Speaking ahead of the London donor conference, Cameron said the world community must raise billions of dollars in aid to help Syrians who have been suffering in refugee camps in neighboring countries.
“Sufficient funding to guarantee the basics of life that these refugees need must be the bare minimum expected of us,” he writes in the Guardian, calling for “a new approach to humanitarian aid in the region”.
Cameron also said that the extra funding pledges should ensure that a million more children will be given an education, requiring Lebanon to double the number of Syrians in school. “A generation of refugees left out of school means a generation of young adults not only unable to get work but also more vulnerable to extremism and radicalization”.
Britain, already the second-largest bilateral donor in Syria behind the US, has also announced it would double its own funding to Syria to £2.3bn up to 2020.
70 world leaders including the German chancellor, Angela Merkel, the US secretary of state, John Kerry, and the Iranian foreign minister, Mohammad Javad Zarif are attending the donor conference in London.

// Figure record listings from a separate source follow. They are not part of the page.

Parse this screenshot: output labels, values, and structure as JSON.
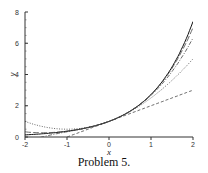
{
  "caption": "Problem 5.",
  "chart_data": {
    "type": "line",
    "title": "",
    "xlabel": "x",
    "ylabel": "y",
    "xlim": [
      -2,
      2
    ],
    "ylim": [
      0,
      8
    ],
    "xticks": [
      -2,
      -1,
      0,
      1,
      2
    ],
    "yticks": [
      0,
      2,
      4,
      6,
      8
    ],
    "grid": false,
    "legend": "none",
    "series": [
      {
        "name": "e^x",
        "style": "solid",
        "x": [
          -2,
          -1.5,
          -1,
          -0.5,
          0,
          0.5,
          1,
          1.5,
          2
        ],
        "values": [
          0.14,
          0.22,
          0.37,
          0.61,
          1,
          1.65,
          2.72,
          4.48,
          7.39
        ]
      },
      {
        "name": "1+x",
        "style": "dashed",
        "x": [
          -1,
          -0.5,
          0,
          0.5,
          1,
          1.5,
          2
        ],
        "values": [
          0,
          0.5,
          1,
          1.5,
          2,
          2.5,
          3
        ]
      },
      {
        "name": "1+x+x^2/2",
        "style": "dotted",
        "x": [
          -2,
          -1.5,
          -1,
          -0.5,
          0,
          0.5,
          1,
          1.5,
          2
        ],
        "values": [
          1,
          0.63,
          0.5,
          0.63,
          1,
          1.63,
          2.5,
          3.63,
          5
        ]
      },
      {
        "name": "1+x+x^2/2+x^3/6",
        "style": "dashdot",
        "x": [
          -2,
          -1.5,
          -1,
          -0.5,
          0,
          0.5,
          1,
          1.5,
          2
        ],
        "values": [
          -0.33,
          0.06,
          0.33,
          0.6,
          1,
          1.65,
          2.67,
          4.19,
          6.33
        ]
      },
      {
        "name": "1+x+x^2/2+x^3/6+x^4/24",
        "style": "longdash",
        "x": [
          -2,
          -1.5,
          -1,
          -0.5,
          0,
          0.5,
          1,
          1.5,
          2
        ],
        "values": [
          0.33,
          0.27,
          0.38,
          0.6,
          1,
          1.65,
          2.71,
          4.4,
          7.0
        ]
      }
    ]
  }
}
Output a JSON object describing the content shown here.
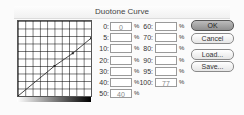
{
  "dialog": {
    "title": "Duotone Curve"
  },
  "curve": {
    "points": [
      {
        "input": 0,
        "output": 0
      },
      {
        "input": 50,
        "output": 40
      },
      {
        "input": 75,
        "output": 57
      },
      {
        "input": 100,
        "output": 77
      }
    ]
  },
  "fields_left": [
    {
      "label": "0:",
      "value": "0"
    },
    {
      "label": "5:",
      "value": ""
    },
    {
      "label": "10:",
      "value": ""
    },
    {
      "label": "20:",
      "value": ""
    },
    {
      "label": "30:",
      "value": ""
    },
    {
      "label": "40:",
      "value": ""
    },
    {
      "label": "50:",
      "value": "40"
    }
  ],
  "fields_right": [
    {
      "label": "60:",
      "value": ""
    },
    {
      "label": "70:",
      "value": ""
    },
    {
      "label": "80:",
      "value": ""
    },
    {
      "label": "90:",
      "value": ""
    },
    {
      "label": "95:",
      "value": ""
    },
    {
      "label": "100:",
      "value": "77"
    }
  ],
  "percent_sign": "%",
  "buttons": {
    "ok": "OK",
    "cancel": "Cancel",
    "load": "Load...",
    "save": "Save..."
  }
}
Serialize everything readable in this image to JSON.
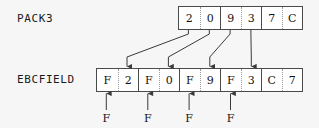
{
  "diagram": {
    "title_row_labels": {
      "source_label": "PACK3",
      "target_label": "EBCFIELD"
    },
    "colors": {
      "background": "#f6f6f6",
      "cell_fill": "#ffffff",
      "border": "#4a4a4a",
      "inner_divider": "#9a9a9a",
      "text": "#121212",
      "connector": "#3a3a3a"
    },
    "source_field": {
      "name": "PACK3",
      "nibbles": [
        {
          "value": "2",
          "byte_start": true
        },
        {
          "value": "0",
          "byte_start": false
        },
        {
          "value": "9",
          "byte_start": true
        },
        {
          "value": "3",
          "byte_start": false
        },
        {
          "value": "7",
          "byte_start": true
        },
        {
          "value": "C",
          "byte_start": false
        }
      ]
    },
    "target_field": {
      "name": "EBCFIELD",
      "nibbles": [
        {
          "value": "F",
          "byte_start": true
        },
        {
          "value": "2",
          "byte_start": false
        },
        {
          "value": "F",
          "byte_start": true
        },
        {
          "value": "0",
          "byte_start": false
        },
        {
          "value": "F",
          "byte_start": true
        },
        {
          "value": "9",
          "byte_start": false
        },
        {
          "value": "F",
          "byte_start": true
        },
        {
          "value": "3",
          "byte_start": false
        },
        {
          "value": "C",
          "byte_start": true
        },
        {
          "value": "7",
          "byte_start": false
        }
      ]
    },
    "mappings": [
      {
        "from_nibble": "2",
        "to_nibble": "2",
        "from_index": 0,
        "to_index": 1
      },
      {
        "from_nibble": "0",
        "to_nibble": "0",
        "from_index": 1,
        "to_index": 3
      },
      {
        "from_nibble": "9",
        "to_nibble": "9",
        "from_index": 2,
        "to_index": 5
      },
      {
        "from_nibble": "3",
        "to_nibble": "3",
        "from_index": 3,
        "to_index": 7
      }
    ],
    "fill_annotations": [
      {
        "label": "F",
        "target_index": 0
      },
      {
        "label": "F",
        "target_index": 2
      },
      {
        "label": "F",
        "target_index": 4
      },
      {
        "label": "F",
        "target_index": 6
      }
    ]
  }
}
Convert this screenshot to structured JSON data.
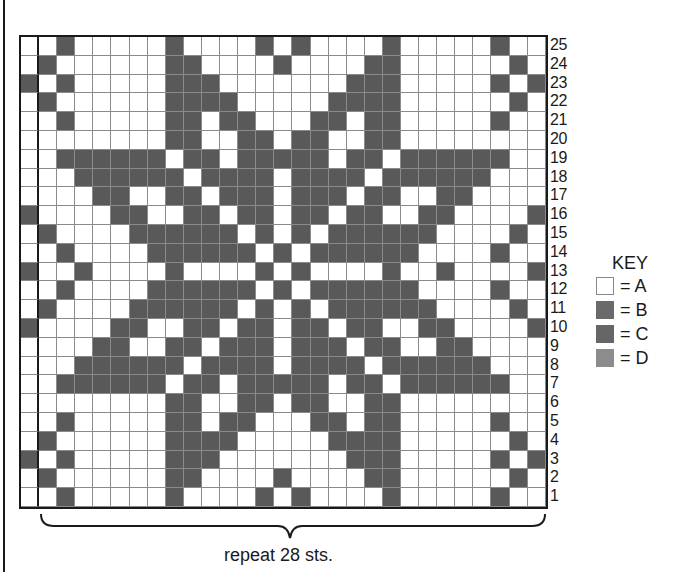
{
  "chart": {
    "columns": 29,
    "rows_count": 25,
    "repeat_label": "repeat 28 sts.",
    "cell_colors": {
      "A": "#ffffff",
      "dark": "#595959"
    },
    "rows": [
      {
        "num": "25",
        "cells": "00100000100001010000100000100"
      },
      {
        "num": "24",
        "cells": "01000000110000100001100000010"
      },
      {
        "num": "23",
        "cells": "10100000111000000011100000101"
      },
      {
        "num": "22",
        "cells": "01000000111100000111100000010"
      },
      {
        "num": "21",
        "cells": "00100000110110001101100000100"
      },
      {
        "num": "20",
        "cells": "00000000110011011001100000000"
      },
      {
        "num": "19",
        "cells": "00111111011011111011011111100"
      },
      {
        "num": "18",
        "cells": "00011111101111011110111111000"
      },
      {
        "num": "17",
        "cells": "00001100110111011101100110000"
      },
      {
        "num": "16",
        "cells": "10000110011011011011001100001"
      },
      {
        "num": "15",
        "cells": "01000011111101010111111000010"
      },
      {
        "num": "14",
        "cells": "00100001111110101111110000100"
      },
      {
        "num": "13",
        "cells": "10010000100001010000100100001"
      },
      {
        "num": "12",
        "cells": "00100001111110101111110000100"
      },
      {
        "num": "11",
        "cells": "01000011111101010111111000010"
      },
      {
        "num": "10",
        "cells": "10000110011011011011001100001"
      },
      {
        "num": "9",
        "cells": "00001100110111011101100110000"
      },
      {
        "num": "8",
        "cells": "00011111101111011110111111000"
      },
      {
        "num": "7",
        "cells": "00111111011011111011011111100"
      },
      {
        "num": "6",
        "cells": "00000000110011011001100000000"
      },
      {
        "num": "5",
        "cells": "00100000110110001101100000100"
      },
      {
        "num": "4",
        "cells": "01000000111100000111100000010"
      },
      {
        "num": "3",
        "cells": "10100000111000000011100000101"
      },
      {
        "num": "2",
        "cells": "01000000110000100001100000010"
      },
      {
        "num": "1",
        "cells": "00100000100001010000100000100"
      }
    ]
  },
  "key": {
    "title": "KEY",
    "items": [
      {
        "swatch": "white",
        "color": "#ffffff",
        "label": "= A"
      },
      {
        "swatch": "dark",
        "color": "#6a6a6a",
        "label": "= B"
      },
      {
        "swatch": "dark",
        "color": "#666666",
        "label": "= C"
      },
      {
        "swatch": "light",
        "color": "#8c8c8c",
        "label": "= D"
      }
    ]
  }
}
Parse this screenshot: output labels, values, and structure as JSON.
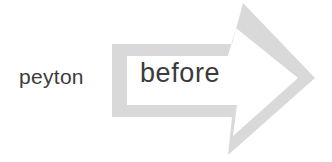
{
  "canvas": {
    "width": 332,
    "height": 162,
    "background_color": "#ffffff"
  },
  "labels": {
    "outside_text": "peyton",
    "inside_text": "before",
    "text_color": "#3b3b3b"
  },
  "arrow": {
    "icon_name": "right-arrow-outline",
    "direction": "right",
    "style": "outlined",
    "stroke_color": "#d9d9d9",
    "fill_color": "#ffffff",
    "outer_path": "M112,44 L232,44 L243,3 L315,78 L228,155 L232,117 L112,117 Z",
    "inner_path": "M127,56 L228,56 L236,28 L298,78 L233,136 L237,105 L127,105 Z"
  }
}
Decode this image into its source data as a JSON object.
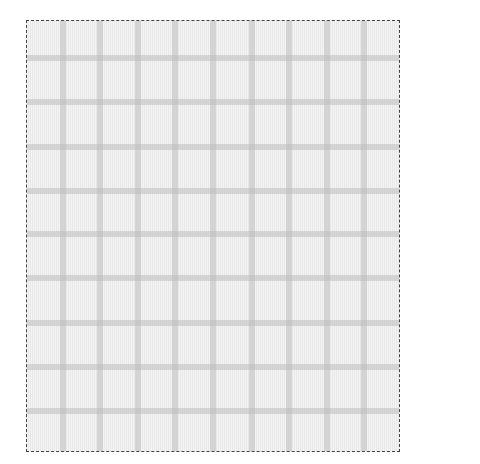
{
  "canvas": {
    "frame": {
      "left": 26,
      "top": 20,
      "width": 372,
      "height": 430,
      "border_color": "#444444",
      "border_style": "dashed"
    },
    "background_color": "#eeeeee",
    "grid_color": "#d8d8d8",
    "grid_line_thickness": 6,
    "vertical_lines_x": [
      63,
      100,
      138,
      175,
      213,
      252,
      289,
      327,
      364
    ],
    "horizontal_lines_y": [
      58,
      102,
      147,
      191,
      234,
      278,
      323,
      367,
      411
    ]
  }
}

“The Syria crisis not just the worst but part of humanitarian crisis which is unfolding because of their past colonial policies and the American hegemony working and undermining the free movement of people and their expression in terms of their own idea of what represent them –secular idea, economic idea, religious idea and their political idea with regard to democracy. This absolutely hypocritical for nations that while they are bombing ISIL and its affiliates; a lot of money has come to the terrorist group from the US” Clive Hambidge, Director of Human Development, Facilitate Global told Press TV.

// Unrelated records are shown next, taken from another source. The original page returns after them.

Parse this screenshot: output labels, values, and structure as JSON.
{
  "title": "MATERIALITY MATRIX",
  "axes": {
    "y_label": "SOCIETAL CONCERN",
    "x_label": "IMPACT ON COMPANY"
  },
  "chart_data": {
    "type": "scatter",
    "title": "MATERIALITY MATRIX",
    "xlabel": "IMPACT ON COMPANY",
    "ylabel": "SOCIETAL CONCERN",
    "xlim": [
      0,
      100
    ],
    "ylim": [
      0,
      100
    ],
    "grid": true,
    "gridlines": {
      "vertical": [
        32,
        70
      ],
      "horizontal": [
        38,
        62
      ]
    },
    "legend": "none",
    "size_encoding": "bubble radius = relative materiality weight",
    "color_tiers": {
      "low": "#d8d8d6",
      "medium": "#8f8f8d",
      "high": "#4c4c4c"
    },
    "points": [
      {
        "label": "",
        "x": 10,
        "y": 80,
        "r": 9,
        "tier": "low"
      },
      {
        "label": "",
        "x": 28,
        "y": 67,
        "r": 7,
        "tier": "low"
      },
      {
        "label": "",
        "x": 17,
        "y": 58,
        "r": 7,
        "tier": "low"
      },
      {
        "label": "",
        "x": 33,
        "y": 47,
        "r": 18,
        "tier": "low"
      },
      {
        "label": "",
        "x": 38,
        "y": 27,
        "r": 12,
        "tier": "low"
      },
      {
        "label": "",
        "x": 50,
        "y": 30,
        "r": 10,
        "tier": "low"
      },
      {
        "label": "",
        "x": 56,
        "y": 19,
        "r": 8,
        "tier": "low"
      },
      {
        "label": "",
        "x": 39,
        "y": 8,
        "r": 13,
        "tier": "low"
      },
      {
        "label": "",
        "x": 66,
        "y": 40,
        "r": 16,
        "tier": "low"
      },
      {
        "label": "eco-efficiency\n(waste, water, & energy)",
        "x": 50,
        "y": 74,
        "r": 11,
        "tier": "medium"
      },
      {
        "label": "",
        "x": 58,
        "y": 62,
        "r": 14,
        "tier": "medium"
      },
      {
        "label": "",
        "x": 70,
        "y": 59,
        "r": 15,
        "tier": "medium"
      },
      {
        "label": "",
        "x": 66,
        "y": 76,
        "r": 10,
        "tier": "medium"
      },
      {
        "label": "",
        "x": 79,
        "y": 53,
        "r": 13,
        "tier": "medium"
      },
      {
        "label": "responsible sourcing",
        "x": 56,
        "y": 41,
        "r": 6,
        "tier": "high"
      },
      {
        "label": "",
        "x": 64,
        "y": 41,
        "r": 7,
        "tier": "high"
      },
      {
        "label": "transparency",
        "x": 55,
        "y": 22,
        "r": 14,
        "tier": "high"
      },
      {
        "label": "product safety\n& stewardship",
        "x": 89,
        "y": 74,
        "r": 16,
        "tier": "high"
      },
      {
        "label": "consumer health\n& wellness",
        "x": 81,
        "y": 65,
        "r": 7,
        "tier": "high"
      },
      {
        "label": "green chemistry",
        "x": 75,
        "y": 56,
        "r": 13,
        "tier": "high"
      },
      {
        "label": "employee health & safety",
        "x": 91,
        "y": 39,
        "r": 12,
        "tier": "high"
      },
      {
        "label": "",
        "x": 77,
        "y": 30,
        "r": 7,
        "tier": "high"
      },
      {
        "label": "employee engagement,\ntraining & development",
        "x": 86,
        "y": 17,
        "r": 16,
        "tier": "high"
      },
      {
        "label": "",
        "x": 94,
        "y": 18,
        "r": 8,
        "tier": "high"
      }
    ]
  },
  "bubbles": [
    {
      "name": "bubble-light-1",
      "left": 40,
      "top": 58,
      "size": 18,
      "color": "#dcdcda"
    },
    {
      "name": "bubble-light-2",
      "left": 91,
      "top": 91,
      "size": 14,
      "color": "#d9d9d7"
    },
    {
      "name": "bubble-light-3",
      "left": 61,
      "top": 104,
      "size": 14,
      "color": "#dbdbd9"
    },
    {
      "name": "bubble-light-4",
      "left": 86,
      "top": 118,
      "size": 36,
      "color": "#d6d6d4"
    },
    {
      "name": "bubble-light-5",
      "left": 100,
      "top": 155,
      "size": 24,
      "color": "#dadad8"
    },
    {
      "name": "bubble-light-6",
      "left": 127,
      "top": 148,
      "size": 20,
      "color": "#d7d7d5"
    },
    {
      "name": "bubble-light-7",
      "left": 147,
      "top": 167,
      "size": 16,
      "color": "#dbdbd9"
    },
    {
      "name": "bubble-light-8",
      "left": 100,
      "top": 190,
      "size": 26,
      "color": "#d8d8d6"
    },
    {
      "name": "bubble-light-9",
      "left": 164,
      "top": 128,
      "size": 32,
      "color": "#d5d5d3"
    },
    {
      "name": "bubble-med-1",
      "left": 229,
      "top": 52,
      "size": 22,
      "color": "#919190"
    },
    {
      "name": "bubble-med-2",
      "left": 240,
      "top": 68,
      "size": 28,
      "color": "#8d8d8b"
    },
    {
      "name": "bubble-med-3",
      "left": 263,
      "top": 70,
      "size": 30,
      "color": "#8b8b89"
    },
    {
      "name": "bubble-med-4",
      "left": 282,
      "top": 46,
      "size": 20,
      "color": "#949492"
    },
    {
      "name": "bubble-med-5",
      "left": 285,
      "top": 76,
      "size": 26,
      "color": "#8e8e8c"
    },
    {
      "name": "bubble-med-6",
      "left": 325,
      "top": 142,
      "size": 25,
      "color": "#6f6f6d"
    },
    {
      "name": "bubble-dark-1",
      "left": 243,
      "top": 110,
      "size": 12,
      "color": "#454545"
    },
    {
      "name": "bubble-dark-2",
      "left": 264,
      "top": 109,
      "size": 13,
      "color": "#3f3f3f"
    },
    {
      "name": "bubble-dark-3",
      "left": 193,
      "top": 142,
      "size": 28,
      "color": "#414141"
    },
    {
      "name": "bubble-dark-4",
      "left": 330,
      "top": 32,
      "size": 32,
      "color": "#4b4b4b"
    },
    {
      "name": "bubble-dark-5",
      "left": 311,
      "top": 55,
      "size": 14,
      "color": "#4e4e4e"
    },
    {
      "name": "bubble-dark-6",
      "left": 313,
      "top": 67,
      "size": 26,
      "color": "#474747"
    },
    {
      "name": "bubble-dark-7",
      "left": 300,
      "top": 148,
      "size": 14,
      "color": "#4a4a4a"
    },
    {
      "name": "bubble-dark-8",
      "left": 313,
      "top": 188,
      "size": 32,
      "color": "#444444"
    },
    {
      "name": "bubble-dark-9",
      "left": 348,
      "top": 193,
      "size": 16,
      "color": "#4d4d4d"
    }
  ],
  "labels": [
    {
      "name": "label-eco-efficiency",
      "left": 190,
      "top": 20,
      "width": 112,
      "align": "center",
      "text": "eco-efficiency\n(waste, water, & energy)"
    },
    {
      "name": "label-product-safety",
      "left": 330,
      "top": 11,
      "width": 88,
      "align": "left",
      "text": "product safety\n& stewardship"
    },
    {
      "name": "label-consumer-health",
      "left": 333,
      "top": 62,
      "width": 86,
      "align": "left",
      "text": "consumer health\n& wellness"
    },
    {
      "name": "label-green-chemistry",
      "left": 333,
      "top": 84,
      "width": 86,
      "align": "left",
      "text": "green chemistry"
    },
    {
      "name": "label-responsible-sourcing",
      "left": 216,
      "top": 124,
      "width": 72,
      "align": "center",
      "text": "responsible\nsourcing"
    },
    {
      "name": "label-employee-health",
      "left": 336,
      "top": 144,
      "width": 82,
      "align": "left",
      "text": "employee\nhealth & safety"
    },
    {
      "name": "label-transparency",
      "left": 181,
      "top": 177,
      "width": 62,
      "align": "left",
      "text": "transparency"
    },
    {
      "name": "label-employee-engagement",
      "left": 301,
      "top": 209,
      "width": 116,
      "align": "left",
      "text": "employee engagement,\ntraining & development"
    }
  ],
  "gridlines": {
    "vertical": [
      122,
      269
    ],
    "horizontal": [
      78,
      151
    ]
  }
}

In the face of the ongoing turmoil, $4.5bn was raised in the whole of last year for Syrians. The UN has already said that it is short of $9bn it deems necessary this year to improve schooling, access to work and help Syrians survive.
“It is clear that the countries surrounding Syria are now overwhelmed by refugees for instance Lebanon, Jordan, and Turkey. David Cameron has pledged to take 20,000 Syrians from refugee camps in neighboring countries in over five years period. Cameron has particularly been hypocritical and he has already faced criticism after he insisted that Britain should not take any further refugee from the war-torn Middle East” Hambidge said.
Lebanon, a country of 4 million people, hosts more than a million registered Syrian refugees, according to United Nations figures.
Cameron, who faced criticism for not taking more Syrian refugees in the UK, says he has been working with world leaders including the US president to extract bigger donations and prevent a repetition of the UN shortfall that led to cuts in food aid last year.
Britain has already allowed some 1,000 refugees out of 20,000 it pledged from Syria by 2020. Apart from Britain’s pledge and monetary help of about £10m for vulnerable refugee minors, Cameron has also come under pressure from opposition lawmakers and those from within his own party, to do more.